The Phased Geographic Scope
One of the more consequential features of the decision is its phased approach to which recycled material counts toward EU targets, based on where it originates:
- Initially, only recyclate from EU member states and European Economic Area (EEA) countries will count, since compliance with EU environmental rules can be fully verified.
- From 21 November 2027: Recycled plastic from countries where the OECD Decision applies will also count, unless excluded under the Waste Shipment Regulation.
- Non-OECD countries: Material will count where covered by arrangements ensuring equivalent standards for human health and environmental protection, aligned with instruments such as the Waste Framework Directive and the PPWR.
This staged recognition is designed to ensure that recycled content counted toward EU targets meets credible, traceable and environmentally sound standards, rather than simply crediting any material labelled as recycled regardless of its origin.
What Happens Next
The Implementing Decision was supported by member state representatives at a meeting of the Waste Technical Adaptation Committee in February 2026. It will be published in the Official Journal shortly and will enter into force 20 days after publication.
For beverage producers, recyclers and resin suppliers, the practical significance is greater regulatory clarity.
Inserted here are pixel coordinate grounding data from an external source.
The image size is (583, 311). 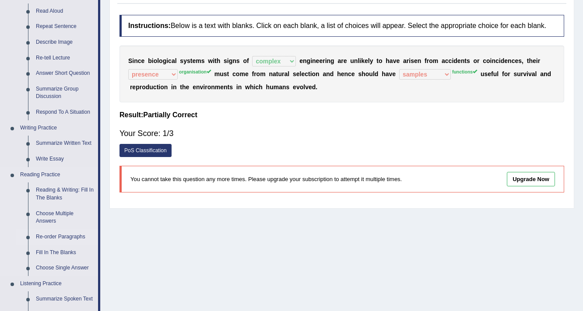 I want to click on b: v, so click(x=395, y=61).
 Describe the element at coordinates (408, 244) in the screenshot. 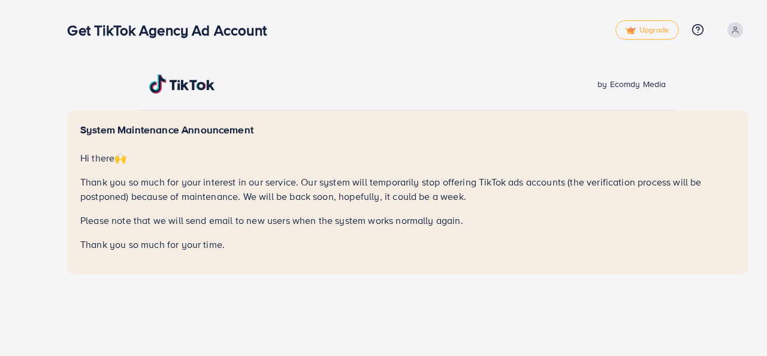

I see `p: Thank you so much for your time.` at that location.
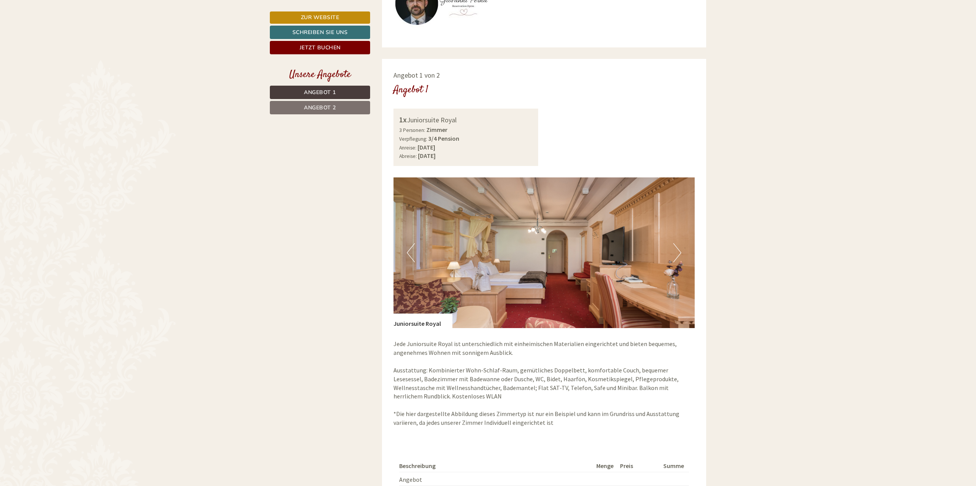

A single, harmonized methodology reduces the risk of divergent national interpretations of what counts as recycled content, a persistent source of uncertainty for companies operating across multiple member states. The recognition of chemical recycling also provides a clearer route to compliance for waste streams that mechanical recycling cannot handle, which is particularly relevant for food contact applications where quality requirements are strict.
Conclusion
The Commission’s new PET bottle methodology addresses a genuine gap in the recycled content framework and provides the recycling sector with a clearer, more consistent basis for investment. By recognizing both mechanical and chemical recycling and establishing traceable rules for geographic origin, the decision supports the Single-Use Plastics Directive’s targets while attempting to preserve the integrity of recycled content claims. Its influence is also likely to extend beyond beverage bottles; the methodology is expected to inform recycled content approaches under the wider EU packaging framework as circular economy requirements continue to tighten.